Elaine May and Lina Wertmüller were the two best known and critically successful female directors of the 1970s, yet feminists accused them of making grossly male-oriented films. Conflating discourses of gender and race, Marjorie Rosen labelled May a traitor to the sisterhood by describing her as an 'Uncle Tom whose feminine sensibilities are demonstrably nil' (Rosen [44]). Lina Wertmüller, the first woman to receive an Oscar nomination for directing, made films that explored the power dynamics between women and men. Although she aligned herself with feminism and was criticized for being too feminist by critics in her native Italy, some prominent American feminists called Wertmüller a 'misogynist' and 'opportunist ... cashing in on the new interest in women directors resulting from Women's Liberation' (Blumenfeld [11]; Diaconescu-Blumenfeld [18]; Klemsrud [28]).

Such criticisms ignored the ways women filmmakers had to compensate for their gender in a male-dominated industry that viewed them as biologically incompetent and associated commercial feature film success with masculinity and a 'macho style' on and off screen (Anson [4]). Even the well-received films about women were directed by men (Beck [6]; Mayne [31]; Murphy and Bentsen [38]; Rapping [42]). In this context, as actor and screenwriter Grace Zabriskie commented, women who worked in film had to act like men as a 'survival technique ... to keep their positions' (Anson). Further, it was difficult for women filmmakers to bring explicitly female content to their work or identify with feminism at all if they wanted to remain on good terms with male colleagues and patrons. Assistant director Nancy Littlefield distanced herself from feminism altogether by saying: 'The Movement antagonizes a lot of working women like myself by their condescending attitudes towards men.
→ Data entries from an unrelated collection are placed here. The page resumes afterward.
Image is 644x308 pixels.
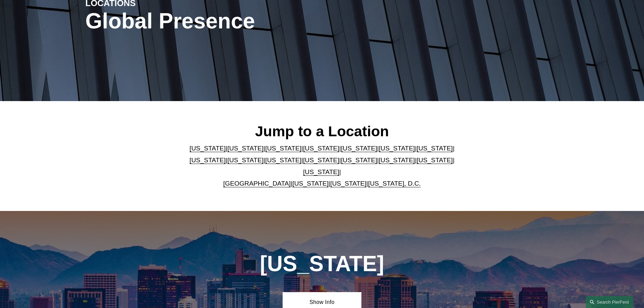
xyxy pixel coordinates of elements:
a: [US_STATE] [303,169,340,176]
a: [US_STATE] [303,156,340,163]
a: [US_STATE] [266,145,301,152]
a: [US_STATE] [341,156,377,163]
a: [US_STATE] [227,156,264,163]
a: [US_STATE] [303,145,340,152]
a: [US_STATE] [416,156,452,163]
a: [US_STATE] [227,145,264,152]
a: Search this site [586,296,633,308]
a: [US_STATE] [189,156,226,163]
a: [US_STATE] [341,145,377,152]
a: [US_STATE] [330,180,367,187]
a: [US_STATE] [378,156,415,163]
a: [US_STATE] [266,156,301,163]
h1: Global Presence [85,9,401,34]
a: [US_STATE] [378,145,415,152]
h1: [US_STATE] [224,251,420,276]
a: [US_STATE] [416,145,452,152]
h2: Jump to a Location [184,123,460,140]
a: [US_STATE] [189,145,226,152]
a: [GEOGRAPHIC_DATA] [223,180,291,187]
a: [US_STATE], D.C. [368,180,421,187]
a: [US_STATE] [293,180,328,187]
p: | | | | | | | | | | | | | | | | | | [184,143,460,189]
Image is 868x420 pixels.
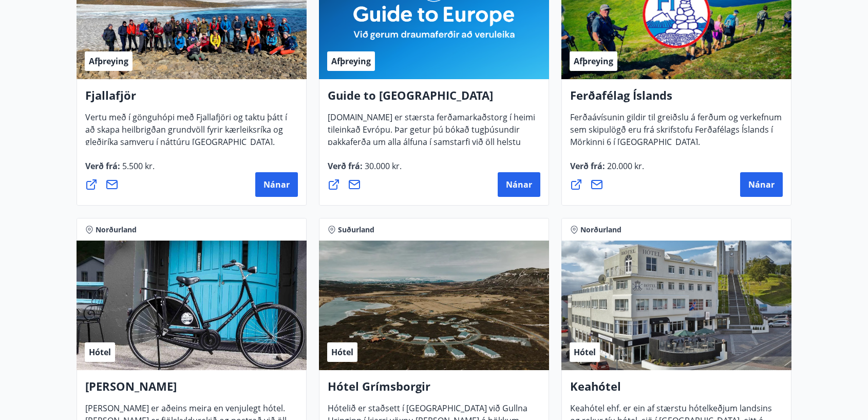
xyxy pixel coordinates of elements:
span: Ferðaávísunin gildir til greiðslu á ferðum og verkefnum sem skipulögð eru frá skrifstofu Ferðafél... [570,112,782,156]
h4: Hótel Grímsborgir [328,379,540,402]
span: Afþreying [331,55,371,67]
h4: Ferðafélag Íslands [570,87,783,111]
span: 20.000 kr. [605,160,644,172]
span: Norðurland [580,225,621,235]
span: Verð frá : [85,160,154,180]
span: 30.000 kr. [363,160,402,172]
span: Hótel [331,347,354,358]
h4: Fjallafjör [85,87,298,111]
span: Nánar [748,179,774,190]
span: Norðurland [95,225,137,235]
span: [DOMAIN_NAME] er stærsta ferðamarkaðstorg í heimi tileinkað Evrópu. Þar getur þú bókað tugþúsundi... [328,112,535,180]
span: Hótel [89,347,111,358]
span: Afþreying [89,55,128,67]
span: 5.500 kr. [120,160,154,172]
span: Suðurland [338,225,375,235]
span: Nánar [264,179,289,190]
span: Afþreying [573,55,613,67]
span: Verð frá : [328,160,402,180]
span: Nánar [506,179,532,190]
button: Nánar [255,172,298,197]
span: Hótel [573,347,595,358]
h4: Keahótel [570,379,783,402]
span: Verð frá : [570,160,644,180]
button: Nánar [740,172,783,197]
button: Nánar [498,172,540,197]
h4: Guide to [GEOGRAPHIC_DATA] [328,87,540,111]
span: Vertu með í gönguhópi með Fjallafjöri og taktu þátt í að skapa heilbrigðan grundvöll fyrir kærlei... [85,112,287,156]
h4: [PERSON_NAME] [85,379,298,402]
Their overall philosophy is too sexist, to[o] oppressive' (Bosworth [12]).

When directors Joan Darling and Jane Wagner made films about relationships that featured women, they were undermined by their male producers, dismissed by Hollywood executives for making 'women's films', and criticised by film and feminist critics for not adequately demonstrating feminine sensibilities or feminist fire. Since then, the disdain for 'women's films' has been coded into the term 'chick flick', a label given to Hollywood films made by, for, and about women, and one that has effectively ghettoised such films (Rich [43]). The label also speaks to the way that films by and about men have been naturalised as genderless – The Godfather and Scarface, for example, were not referred to as what Gloria Steinem has called 'prick flicks' ([49]).
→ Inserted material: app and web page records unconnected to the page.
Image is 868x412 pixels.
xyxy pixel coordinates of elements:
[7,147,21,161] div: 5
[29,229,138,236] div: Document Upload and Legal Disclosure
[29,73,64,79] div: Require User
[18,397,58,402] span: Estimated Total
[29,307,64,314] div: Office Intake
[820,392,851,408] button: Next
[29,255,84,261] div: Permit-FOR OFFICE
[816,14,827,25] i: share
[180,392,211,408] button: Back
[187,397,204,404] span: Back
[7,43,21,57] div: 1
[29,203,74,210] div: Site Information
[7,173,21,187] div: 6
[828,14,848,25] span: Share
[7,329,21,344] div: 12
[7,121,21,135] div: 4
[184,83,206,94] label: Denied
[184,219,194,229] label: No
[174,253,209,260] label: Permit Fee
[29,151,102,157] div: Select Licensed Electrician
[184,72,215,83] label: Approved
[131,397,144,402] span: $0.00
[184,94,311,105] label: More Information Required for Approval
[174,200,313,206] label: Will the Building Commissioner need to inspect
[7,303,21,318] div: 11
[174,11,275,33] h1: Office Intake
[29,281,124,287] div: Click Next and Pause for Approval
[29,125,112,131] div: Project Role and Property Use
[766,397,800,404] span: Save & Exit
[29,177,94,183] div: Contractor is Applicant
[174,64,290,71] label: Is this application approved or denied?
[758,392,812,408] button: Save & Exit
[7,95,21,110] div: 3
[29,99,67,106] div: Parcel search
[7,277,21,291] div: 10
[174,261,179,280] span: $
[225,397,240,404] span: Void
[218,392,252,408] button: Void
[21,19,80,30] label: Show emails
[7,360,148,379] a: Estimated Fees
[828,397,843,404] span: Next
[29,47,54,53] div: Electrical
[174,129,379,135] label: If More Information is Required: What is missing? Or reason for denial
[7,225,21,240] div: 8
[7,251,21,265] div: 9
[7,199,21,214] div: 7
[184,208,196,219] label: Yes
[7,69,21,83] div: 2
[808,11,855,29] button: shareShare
Since then, the perception of feminism has somewhat transformed. Indeed, marketing a woman filmmaker or a film as 'feminist' could now help, rather than hinder, box office success. Greta Gerwig's 2023 film Barbie is a striking example. As the highest grossing film of 2023, it made Gerwig the most commercially successful female director of all time (Mzimba [39]). However, the film's success does not mean that feminism is always welcome in a male-dominated commercial film industry or that films by and about women will be judged as meeting expectations of feminist representation. Barbie generated significant interrogations of Gerwig's own feminism, and the extent to which the film or its heroine could ever be feminist given Barbie's hegemonic femininity and the commercial machine behind the Barbie brand and the film itself.

In the 1970s and now, women who make movies do so in sexist and racist industrial and cultural contexts. We limit women when we hold them solely responsible for these structural biases and when we hold them and their output to a theoretical feminist ideal. If, as intersectional feminists, we seek to transform occupational segregation, eradicate harmful identity-based essentialism, and foster diverse representation of film creators, content, and audiences, we could instead allow for the possibility that some filmmakers might advance intersectional feminist interests through their very existence in a male- and white-dominated industry regardless of their creative output. We can interrogate how we define feminist and who is included in the circle of 'we'. We can consider whether the 'feminist' film genre is a new form of the 'chick flick' and thus a niche product that potentially circumscribes the careers of its makers. By recognizing the limitations of feminism-as-genre in an unequal world, we might avoid dooming women filmmakers to a recursive cycle of failing to meet impossible expectations.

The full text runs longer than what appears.